Algorithms and Prejudice
- Palace Jones
- Nov 19, 2018
- 2 min read
Palace Jones
The Campus Echo
November 19, 2018
Ah, Algorithms. A conundrum that is steadily plaguing the modern mind. It all comes down to the “chicken and the egg” philosophy. We created AI, but AI bases itself on how we continuously interact with it as well as impacts our search results based off of the top hits as well as your personal searches. It is hard to be objective in our web searches when AI has become biased, which helps to develop the statement of “Google is racist”. I know this may seem like a loaded statement, but the facts support this statement. Safiya Umoja Noble is a communications professor at the University of Southern California that wrote a whole book on the topic, exposing the AI monster that is Google called Algorithms of Oppression: How Search Engines Reinforce Racism.
Noble first got interested in the topic when she Google searched photos of black girls in hopes of encouraging her daughters, but as a result, she was met with pornographic photos of black women. She even went as far as to search for photos of Latina and Asian women and received the same kind of results. Google has since addressed the problem, but the theme continues to appear throughout Google searches.
In a NewScientist article, “Discriminating Algorithms: 5 times AI showed prejudice,” they presented an example of an AI prejudiced incident where a program called PredPol failed in producing the results for tracking drug dealers. The program’s purpose was to assist with reducing human biases in policing. Instead the program produced results of neighborhoods with racial minorities disregarding their crime rates.
Google also ended up playing major roles in racially motivated tragedies that occurred within the United States. An example of this can be found in the case of Dylann Roof. Roof used Google to search up “black-on-white crime” which in turn lead him to white supremacist websites that filled his mind with the propaganda to go through with the South Carolina Church Massacre.
We as users can also alter the results that appear when we search up a topic of a name in Google. An example of this in action is the connection of a photo of a monkey to the past First Lady Michelle Obama. Whenever someone would search up a photo of Michelle Obama, a photo of a monkey would pop up. The fact that individuals can alter the search results of Google is a problem. This is a power that can negatively impact our society and the growing generations that continuously use search engines such as Google to complete their work.
Noble’s work has positively impacted the shift in Google algorithms as they work to make search results less racist and biased, but as a society, we can do more. There is a lack of diversity in the technological field, especially on the internet. Minorities need to apply to work in positions of AI in Google to work and create a more objective form of Google. As we demand more for ourselves and expect better on the internet, we can begin to climb to a more equal playing field and lifestyle.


TASK PROMPT: Give back every line of the data, word for word.

(Figure record listings)
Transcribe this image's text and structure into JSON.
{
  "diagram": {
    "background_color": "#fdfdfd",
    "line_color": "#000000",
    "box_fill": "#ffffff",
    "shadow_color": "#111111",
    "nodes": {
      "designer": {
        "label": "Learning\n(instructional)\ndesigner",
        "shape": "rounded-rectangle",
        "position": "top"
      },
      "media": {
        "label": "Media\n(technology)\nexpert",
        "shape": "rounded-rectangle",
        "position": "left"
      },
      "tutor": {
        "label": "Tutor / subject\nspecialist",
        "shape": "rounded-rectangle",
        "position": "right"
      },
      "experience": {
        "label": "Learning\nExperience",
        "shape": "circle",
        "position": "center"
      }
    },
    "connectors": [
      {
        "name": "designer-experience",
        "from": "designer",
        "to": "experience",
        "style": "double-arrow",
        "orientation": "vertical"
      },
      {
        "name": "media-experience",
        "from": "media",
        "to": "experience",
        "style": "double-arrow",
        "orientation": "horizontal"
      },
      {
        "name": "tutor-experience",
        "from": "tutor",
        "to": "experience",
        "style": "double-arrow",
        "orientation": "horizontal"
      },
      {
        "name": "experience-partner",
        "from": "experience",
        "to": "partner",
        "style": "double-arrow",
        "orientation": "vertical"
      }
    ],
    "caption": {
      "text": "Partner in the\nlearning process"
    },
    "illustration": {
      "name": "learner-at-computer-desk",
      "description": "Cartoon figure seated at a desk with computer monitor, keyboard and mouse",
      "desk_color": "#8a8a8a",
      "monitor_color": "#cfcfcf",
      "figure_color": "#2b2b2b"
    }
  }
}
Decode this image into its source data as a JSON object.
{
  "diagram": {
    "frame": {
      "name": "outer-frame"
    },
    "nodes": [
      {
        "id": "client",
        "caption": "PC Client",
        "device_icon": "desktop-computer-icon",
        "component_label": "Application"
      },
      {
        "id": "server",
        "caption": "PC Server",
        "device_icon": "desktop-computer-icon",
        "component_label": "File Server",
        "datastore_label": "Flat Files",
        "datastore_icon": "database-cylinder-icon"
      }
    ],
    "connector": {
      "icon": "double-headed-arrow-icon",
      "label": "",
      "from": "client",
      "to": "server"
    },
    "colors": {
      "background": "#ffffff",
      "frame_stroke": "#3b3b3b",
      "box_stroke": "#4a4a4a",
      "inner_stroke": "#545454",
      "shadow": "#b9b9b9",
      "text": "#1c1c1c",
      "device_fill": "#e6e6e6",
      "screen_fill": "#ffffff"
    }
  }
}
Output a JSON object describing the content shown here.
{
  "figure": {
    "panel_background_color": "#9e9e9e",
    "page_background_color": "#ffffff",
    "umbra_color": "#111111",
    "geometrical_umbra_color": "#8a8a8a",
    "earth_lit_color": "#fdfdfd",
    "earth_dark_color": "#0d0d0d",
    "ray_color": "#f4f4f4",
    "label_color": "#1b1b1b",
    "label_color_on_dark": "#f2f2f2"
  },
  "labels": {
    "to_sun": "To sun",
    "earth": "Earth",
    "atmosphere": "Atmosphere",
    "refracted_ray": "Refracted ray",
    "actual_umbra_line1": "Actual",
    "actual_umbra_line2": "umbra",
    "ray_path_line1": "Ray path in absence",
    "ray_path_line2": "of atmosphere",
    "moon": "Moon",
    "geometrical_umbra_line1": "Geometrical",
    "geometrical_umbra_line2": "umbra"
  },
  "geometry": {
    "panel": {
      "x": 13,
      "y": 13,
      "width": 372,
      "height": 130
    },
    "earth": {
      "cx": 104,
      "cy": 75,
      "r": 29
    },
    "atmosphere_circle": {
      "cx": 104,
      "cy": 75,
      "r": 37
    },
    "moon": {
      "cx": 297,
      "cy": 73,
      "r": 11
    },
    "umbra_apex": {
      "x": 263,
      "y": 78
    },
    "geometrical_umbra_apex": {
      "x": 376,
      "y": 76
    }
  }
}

RESPONSE TO THIS EXERCISE:
Transcribe this image's text and structure into JSON.
{
  "diagram": {
    "background_color": "#fdfdfd",
    "line_color": "#000000",
    "box_fill": "#ffffff",
    "shadow_color": "#111111",
    "nodes": {
      "designer": {
        "label": "Learning\n(instructional)\ndesigner",
        "shape": "rounded-rectangle",
        "position": "top"
      },
      "media": {
        "label": "Media\n(technology)\nexpert",
        "shape": "rounded-rectangle",
        "position": "left"
      },
      "tutor": {
        "label": "Tutor / subject\nspecialist",
        "shape": "rounded-rectangle",
        "position": "right"
      },
      "experience": {
        "label": "Learning\nExperience",
        "shape": "circle",
        "position": "center"
      }
    },
    "connectors": [
      {
        "name": "designer-experience",
        "from": "designer",
        "to": "experience",
        "style": "double-arrow",
        "orientation": "vertical"
      },
      {
        "name": "media-experience",
        "from": "media",
        "to": "experience",
        "style": "double-arrow",
        "orientation": "horizontal"
      },
      {
        "name": "tutor-experience",
        "from": "tutor",
        "to": "experience",
        "style": "double-arrow",
        "orientation": "horizontal"
      },
      {
        "name": "experience-partner",
        "from": "experience",
        "to": "partner",
        "style": "double-arrow",
        "orientation": "vertical"
      }
    ],
    "caption": {
      "text": "Partner in the\nlearning process"
    },
    "illustration": {
      "name": "learner-at-computer-desk",
      "description": "Cartoon figure seated at a desk with computer monitor, keyboard and mouse",
      "desk_color": "#8a8a8a",
      "monitor_color": "#cfcfcf",
      "figure_color": "#2b2b2b"
    }
  }
}
Decode this image into its source data as a JSON object.
{
  "diagram": {
    "frame": {
      "name": "outer-frame"
    },
    "nodes": [
      {
        "id": "client",
        "caption": "PC Client",
        "device_icon": "desktop-computer-icon",
        "component_label": "Application"
      },
      {
        "id": "server",
        "caption": "PC Server",
        "device_icon": "desktop-computer-icon",
        "component_label": "File Server",
        "datastore_label": "Flat Files",
        "datastore_icon": "database-cylinder-icon"
      }
    ],
    "connector": {
      "icon": "double-headed-arrow-icon",
      "label": "",
      "from": "client",
      "to": "server"
    },
    "colors": {
      "background": "#ffffff",
      "frame_stroke": "#3b3b3b",
      "box_stroke": "#4a4a4a",
      "inner_stroke": "#545454",
      "shadow": "#b9b9b9",
      "text": "#1c1c1c",
      "device_fill": "#e6e6e6",
      "screen_fill": "#ffffff"
    }
  }
}
Output a JSON object describing the content shown here.
{
  "figure": {
    "panel_background_color": "#9e9e9e",
    "page_background_color": "#ffffff",
    "umbra_color": "#111111",
    "geometrical_umbra_color": "#8a8a8a",
    "earth_lit_color": "#fdfdfd",
    "earth_dark_color": "#0d0d0d",
    "ray_color": "#f4f4f4",
    "label_color": "#1b1b1b",
    "label_color_on_dark": "#f2f2f2"
  },
  "labels": {
    "to_sun": "To sun",
    "earth": "Earth",
    "atmosphere": "Atmosphere",
    "refracted_ray": "Refracted ray",
    "actual_umbra_line1": "Actual",
    "actual_umbra_line2": "umbra",
    "ray_path_line1": "Ray path in absence",
    "ray_path_line2": "of atmosphere",
    "moon": "Moon",
    "geometrical_umbra_line1": "Geometrical",
    "geometrical_umbra_line2": "umbra"
  },
  "geometry": {
    "panel": {
      "x": 13,
      "y": 13,
      "width": 372,
      "height": 130
    },
    "earth": {
      "cx": 104,
      "cy": 75,
      "r": 29
    },
    "atmosphere_circle": {
      "cx": 104,
      "cy": 75,
      "r": 37
    },
    "moon": {
      "cx": 297,
      "cy": 73,
      "r": 11
    },
    "umbra_apex": {
      "x": 263,
      "y": 78
    },
    "geometrical_umbra_apex": {
      "x": 376,
      "y": 76
    }
  }
}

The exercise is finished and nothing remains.